Monday 4 November 2013

Masterchef Junior

I confess to having a weakness for good food and good wine, as well as good sound.  I enjoy cooking, and am not too bad at it, although I offer no pretensions to being any sort of chef.  So it is not surprising that I also get a kick out of watching the TV show Masterchef.

If you don’t know the premise of the show, it goes like this.  Two dozen of the best (amateur) home cooks in America are set cooking challenges by three top celebrity chefs, headed up by the fearsome Gordon Ramsey.  Each week one of them gets eliminated.  At the end of it all, the surviving chef wins the big prize.  The thing is, the challenges these amateur chefs get set are quite mind-blowingly difficult, and in addition they have to compete under very serious time pressures.  Watching the show, I always find myself thinking that the best 24 professional chefs in the country - and certainly ANY of the contestants in Ramsey’s companion show “Hell’s Kitchen” - would find the competition no less challenging.

So, to my astonishment, the producers at Masterchef came up with the notion of Masterchef Junior, where the same format would instead be opened to the 24 best chefs in America, but this time in the age range 10-13 years old.  The challenges faced by these junior chefs would be no less formidable than those faced by the adults.

Here’s the thing, though.  If you had pitched that idea to me before I had seen the show, I would have laughed and said that Masterchef Junior would be of marginal interest, and then only to Soccer Moms.  The reality turned out to be rather different.

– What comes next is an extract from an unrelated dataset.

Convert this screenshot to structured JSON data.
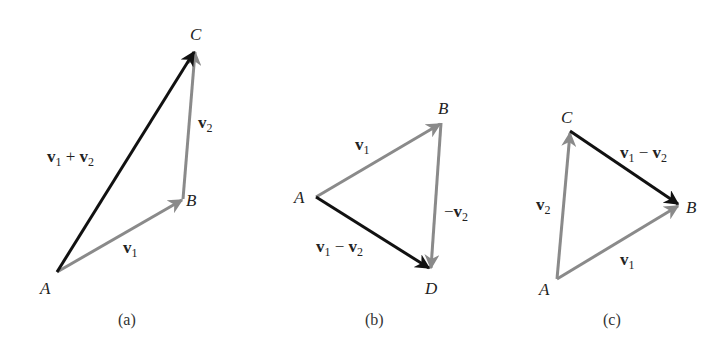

Instead we were treated to the sight of 10-year-olds cooking stunningly (and I mean stunningly - things I couldn’t begin to imagine taking on) complex foods, with no preparation, under the very same pressure-cooker time constraints, and held accountable to the same unyielding standards, as their adult counterparts.  It blows my mind.  Imagine being dined in the most expensive restaurant you know of, having a great meal, and being introduced to the chef only to find that he or she is still at elementary school.  And, cynical as I am regarding the so-called “unscripted” nature of TV reality shows, I find it hard to believe that all of this is not very real.

I happen to believe that the current generation of children growing up in North America is doing so with the greatest sense of entitlement of any generation that has ever lived, coupled with the least intention of developing the skills necessary to make good on those expectations.

That said, I now know that there are at least 24 kids out there who, in whatever direction their lives and careers will eventually take them, have truly enormous - dare I say unlimited - potential.